With issues like post-traumatic stress disorder rising in numbers, Columbia’s own large population of military veterans are sounding off on their mental health needs.
Columbia is not the only school expanding around New York City. As the Manhattanville expansion moves forward, other universities are changing the dynamics of neighborhoods from Harlem down to Greenwich Village.
Columbia University’s chapter of Engineers Without Borders was rewarded in a big way last week after months of working to engineer sustainable development solutions for communities in Uganda, Ghana, and India.
Uncertainty, the banner for recession, looms in Harlem as plans formed seven weeks ago at the Upper Manhattan Economic Summit have yet to come to fruition.
“Et tu, Bruté? Then fall, Caesar!” In the King’s Crown Shakespeare Troupe’s annual outdoor production, the title character cries as Brutus stabs him to death.
The Columbia Palestine Forum had the unique opportunity to promote an environment for open discussion on how best to assist the Palestinian people. Yet they have instead made their events a stage for anti-Israel rhetoric and even more aggressive calls for divestment from Israel.
I came to Spectator’s open house on a whim during my sophomore year. I didn’t really care about the paper itself, but just tagged along with my roommate of now four years. I’d had enough of writing from class, so I decided to join the photo department as a novice photographer.
Columbia University Information Technology should work with Columbia College Student Council to make evaluations available to the general student body, and students should support the initiative by signing CCSC’s online petition.
Spring is the season for festivals. People emerge from their winter hibernation to rejoice in film, song, dance, and—thanks to the PEN World Voices Festival—literature.
Believe it or not, one of Columbia’s most beloved and glorified traditions, the annual Varsity Show, could be termed a cult. The word “cult” tends to connote obsession and zealotry, and the social atmosphere of the Varsity Show, as evidenced by observation of this year’s group, is not terribly lacking in either.
While it may be true that downtown eats are better and cheaper than many uptown offerings, some of the most coveted summer desserts are available within 30 minutes from campus for a short, sweet escape from Butler Library.
When it comes to movies, cinephiles often avoid Brooklyn to escape an onslaught of independent hipster films. But while Film Forum, Lincoln Center, and the Museum of Modern Art dominate Manhattan, the Brooklyn Academy of Music’s BAMcinématek program challenges the island’s dominance in both quality theaters and quality movies.
Yes, there are wall-to-wall books on sleek black shelves. Yes, there is hidden but available seating. Yes, hip, colored lamps and Christmas tree lights illuminate the rooms. But the most telling feature of Park Slope’s Community Bookstore & Café is this: It is decorated with peacock feathers.
Brooklyn introduces a Montague/Capulet-sized divide between the characters of Gossip Girl, and the show’s treatment of the borough is having a similar effect on its viewers.
I am a big faker.
I’ve been writing this column all semester about great weekends in New York. The truth is, I haven’t explored the city on the weekend since February. Instead, every weekend, I pack a bag, grab my bike, and get the hell out of Dodge (literally).
“If only everyone could afford therapy, the whole world would be healed,” announces Jonathan Groff, who plays an actor-caterer soon-to-be-father, and also plays a closeted homosexual in Craig Lucas’ The Singing Forest. The befuddling three-hour epic transports us from Y2K New York to Nazi-occupied Vienna and back again, but we’re going to need a little more than psychobabble and subtext to support grandiose claims and switches in time.
Good news: if Columbians are willing to venture outside the borough of Manhattan, they just might discover Brooklyn’s rich theater scene at an inexpensive price.
This weekend, the Columbia track and field team will travel to its last meet of the outdoor season before the Ivy League Heptagonal, ECAC/IC4A, and NCAA outdoor track and field championships.
My first article for Spectator was a football Around the League article in September 2005.
Four years, three PixBox victories, and exactly 130 articles later, it is now time—this is my last-ever article for Spectator, and most likely, the last article I will ever write.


### Problem to solve
Copy verbatim the block of lines in the entries below whose first line contains "The width and height of the screenshot is (977, 459)." and whose last line contains "This screenshot has width=1087, height=516.". Leave out all other lines.

————————

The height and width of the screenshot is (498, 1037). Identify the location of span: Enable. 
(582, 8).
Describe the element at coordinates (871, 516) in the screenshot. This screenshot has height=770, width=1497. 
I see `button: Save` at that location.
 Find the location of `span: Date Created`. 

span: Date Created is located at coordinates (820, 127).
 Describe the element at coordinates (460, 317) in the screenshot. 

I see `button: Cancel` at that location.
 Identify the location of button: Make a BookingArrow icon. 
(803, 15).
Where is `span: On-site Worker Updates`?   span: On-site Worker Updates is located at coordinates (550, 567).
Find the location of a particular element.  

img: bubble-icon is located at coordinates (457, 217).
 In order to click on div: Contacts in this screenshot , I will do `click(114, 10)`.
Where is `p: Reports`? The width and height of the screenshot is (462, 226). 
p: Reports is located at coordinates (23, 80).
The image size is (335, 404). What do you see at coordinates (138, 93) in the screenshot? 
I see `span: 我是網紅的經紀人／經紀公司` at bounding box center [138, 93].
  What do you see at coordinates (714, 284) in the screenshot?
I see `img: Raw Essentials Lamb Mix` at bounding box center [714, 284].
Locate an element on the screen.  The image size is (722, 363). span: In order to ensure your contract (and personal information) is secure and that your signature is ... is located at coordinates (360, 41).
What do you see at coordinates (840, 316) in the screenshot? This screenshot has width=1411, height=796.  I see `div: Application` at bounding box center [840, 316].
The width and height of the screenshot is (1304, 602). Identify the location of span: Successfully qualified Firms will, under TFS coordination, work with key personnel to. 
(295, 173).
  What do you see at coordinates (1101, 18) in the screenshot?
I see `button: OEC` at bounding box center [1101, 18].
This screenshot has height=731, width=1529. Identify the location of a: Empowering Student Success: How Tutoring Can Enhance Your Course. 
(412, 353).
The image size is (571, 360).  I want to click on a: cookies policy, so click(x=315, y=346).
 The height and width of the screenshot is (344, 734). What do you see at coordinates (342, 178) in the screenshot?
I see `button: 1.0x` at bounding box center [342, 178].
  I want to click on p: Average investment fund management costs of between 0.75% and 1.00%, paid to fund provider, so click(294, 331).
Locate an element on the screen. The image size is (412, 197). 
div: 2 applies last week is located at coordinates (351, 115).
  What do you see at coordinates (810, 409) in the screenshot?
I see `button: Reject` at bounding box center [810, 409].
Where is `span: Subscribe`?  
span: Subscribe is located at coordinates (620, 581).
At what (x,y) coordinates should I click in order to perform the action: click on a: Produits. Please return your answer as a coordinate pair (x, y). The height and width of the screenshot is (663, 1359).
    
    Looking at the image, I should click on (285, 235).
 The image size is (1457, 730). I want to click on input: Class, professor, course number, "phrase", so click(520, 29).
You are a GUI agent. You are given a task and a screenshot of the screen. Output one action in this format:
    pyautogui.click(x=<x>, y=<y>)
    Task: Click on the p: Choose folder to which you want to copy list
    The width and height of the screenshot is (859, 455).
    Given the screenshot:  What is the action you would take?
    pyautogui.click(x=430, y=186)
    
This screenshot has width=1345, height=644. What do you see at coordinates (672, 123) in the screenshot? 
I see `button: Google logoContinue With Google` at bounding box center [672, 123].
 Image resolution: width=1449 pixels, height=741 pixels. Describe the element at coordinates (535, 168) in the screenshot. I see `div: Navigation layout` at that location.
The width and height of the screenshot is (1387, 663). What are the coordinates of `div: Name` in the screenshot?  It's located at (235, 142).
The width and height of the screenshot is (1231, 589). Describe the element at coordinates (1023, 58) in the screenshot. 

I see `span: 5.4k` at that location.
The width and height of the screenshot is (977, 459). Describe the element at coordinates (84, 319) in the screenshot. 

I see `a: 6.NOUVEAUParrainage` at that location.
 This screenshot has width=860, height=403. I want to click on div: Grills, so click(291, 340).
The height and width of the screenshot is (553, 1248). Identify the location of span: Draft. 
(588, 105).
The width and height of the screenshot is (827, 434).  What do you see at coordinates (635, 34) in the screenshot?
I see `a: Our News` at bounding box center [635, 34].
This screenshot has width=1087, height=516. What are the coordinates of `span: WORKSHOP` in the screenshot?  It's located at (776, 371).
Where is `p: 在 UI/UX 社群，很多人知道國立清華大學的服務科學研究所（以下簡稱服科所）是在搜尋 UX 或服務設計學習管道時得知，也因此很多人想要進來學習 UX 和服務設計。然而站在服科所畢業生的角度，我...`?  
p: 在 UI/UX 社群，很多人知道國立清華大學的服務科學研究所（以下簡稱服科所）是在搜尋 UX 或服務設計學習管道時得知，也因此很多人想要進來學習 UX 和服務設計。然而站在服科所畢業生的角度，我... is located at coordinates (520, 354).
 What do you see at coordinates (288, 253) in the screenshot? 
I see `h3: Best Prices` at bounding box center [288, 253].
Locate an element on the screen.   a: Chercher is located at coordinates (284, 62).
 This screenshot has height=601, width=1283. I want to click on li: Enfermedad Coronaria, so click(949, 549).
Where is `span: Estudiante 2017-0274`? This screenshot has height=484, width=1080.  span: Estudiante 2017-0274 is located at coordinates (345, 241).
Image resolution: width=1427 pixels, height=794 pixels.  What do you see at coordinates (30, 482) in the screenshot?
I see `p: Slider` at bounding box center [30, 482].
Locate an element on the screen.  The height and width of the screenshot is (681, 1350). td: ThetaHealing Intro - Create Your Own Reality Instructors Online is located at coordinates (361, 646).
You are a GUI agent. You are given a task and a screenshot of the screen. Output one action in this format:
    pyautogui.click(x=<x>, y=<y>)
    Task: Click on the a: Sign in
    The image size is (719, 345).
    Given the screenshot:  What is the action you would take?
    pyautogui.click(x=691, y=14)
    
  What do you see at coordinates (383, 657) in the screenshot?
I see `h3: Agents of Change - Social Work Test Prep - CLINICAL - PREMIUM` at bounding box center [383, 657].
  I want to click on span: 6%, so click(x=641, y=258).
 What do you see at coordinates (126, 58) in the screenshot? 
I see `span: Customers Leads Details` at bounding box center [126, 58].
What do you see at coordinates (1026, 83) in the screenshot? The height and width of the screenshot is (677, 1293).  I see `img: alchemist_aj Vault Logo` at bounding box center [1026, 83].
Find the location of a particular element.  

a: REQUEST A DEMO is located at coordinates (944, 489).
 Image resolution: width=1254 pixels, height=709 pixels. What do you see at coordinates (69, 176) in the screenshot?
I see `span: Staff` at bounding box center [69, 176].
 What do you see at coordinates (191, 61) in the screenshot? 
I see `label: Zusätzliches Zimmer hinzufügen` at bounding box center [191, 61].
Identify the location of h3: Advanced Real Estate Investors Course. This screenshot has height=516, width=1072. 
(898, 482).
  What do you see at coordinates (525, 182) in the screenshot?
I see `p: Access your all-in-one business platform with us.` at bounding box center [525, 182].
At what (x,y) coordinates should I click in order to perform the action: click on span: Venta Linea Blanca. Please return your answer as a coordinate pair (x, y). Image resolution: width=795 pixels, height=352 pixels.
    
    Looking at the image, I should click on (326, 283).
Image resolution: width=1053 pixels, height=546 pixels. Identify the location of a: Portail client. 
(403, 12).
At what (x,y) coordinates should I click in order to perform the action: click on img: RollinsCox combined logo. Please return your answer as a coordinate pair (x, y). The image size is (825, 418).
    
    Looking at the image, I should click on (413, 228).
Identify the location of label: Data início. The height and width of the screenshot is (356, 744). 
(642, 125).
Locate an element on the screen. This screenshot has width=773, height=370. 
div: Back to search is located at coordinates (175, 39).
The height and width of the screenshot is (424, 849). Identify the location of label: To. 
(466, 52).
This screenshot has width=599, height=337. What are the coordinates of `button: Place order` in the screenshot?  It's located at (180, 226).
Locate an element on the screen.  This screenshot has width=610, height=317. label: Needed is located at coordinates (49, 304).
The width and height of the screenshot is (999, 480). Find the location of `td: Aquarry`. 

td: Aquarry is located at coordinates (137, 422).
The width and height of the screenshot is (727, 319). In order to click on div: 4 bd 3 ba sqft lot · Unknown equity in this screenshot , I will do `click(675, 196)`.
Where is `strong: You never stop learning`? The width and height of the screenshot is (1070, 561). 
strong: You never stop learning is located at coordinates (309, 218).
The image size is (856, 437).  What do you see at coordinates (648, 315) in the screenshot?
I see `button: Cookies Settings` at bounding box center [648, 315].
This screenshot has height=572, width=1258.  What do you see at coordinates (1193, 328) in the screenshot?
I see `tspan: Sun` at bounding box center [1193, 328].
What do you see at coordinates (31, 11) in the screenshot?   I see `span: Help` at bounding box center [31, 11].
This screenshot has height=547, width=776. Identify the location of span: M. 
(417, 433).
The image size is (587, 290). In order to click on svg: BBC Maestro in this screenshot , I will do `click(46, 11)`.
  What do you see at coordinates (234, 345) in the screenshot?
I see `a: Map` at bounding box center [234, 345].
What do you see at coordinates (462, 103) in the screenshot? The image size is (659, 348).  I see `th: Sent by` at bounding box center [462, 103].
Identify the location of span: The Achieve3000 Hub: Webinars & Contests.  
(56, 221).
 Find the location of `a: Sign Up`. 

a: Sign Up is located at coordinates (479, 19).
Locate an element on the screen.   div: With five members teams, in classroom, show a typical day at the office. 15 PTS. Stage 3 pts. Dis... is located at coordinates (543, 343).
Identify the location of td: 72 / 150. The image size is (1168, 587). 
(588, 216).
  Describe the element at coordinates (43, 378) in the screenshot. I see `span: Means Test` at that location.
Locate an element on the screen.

————————

### Response to the exercise
The width and height of the screenshot is (977, 459). Describe the element at coordinates (84, 319) in the screenshot. 

I see `a: 6.NOUVEAUParrainage` at that location.
 This screenshot has width=860, height=403. I want to click on div: Grills, so click(291, 340).
The height and width of the screenshot is (553, 1248). Identify the location of span: Draft. 
(588, 105).
The width and height of the screenshot is (827, 434).  What do you see at coordinates (635, 34) in the screenshot?
I see `a: Our News` at bounding box center [635, 34].
This screenshot has width=1087, height=516. What are the coordinates of `span: WORKSHOP` in the screenshot?  It's located at (776, 371).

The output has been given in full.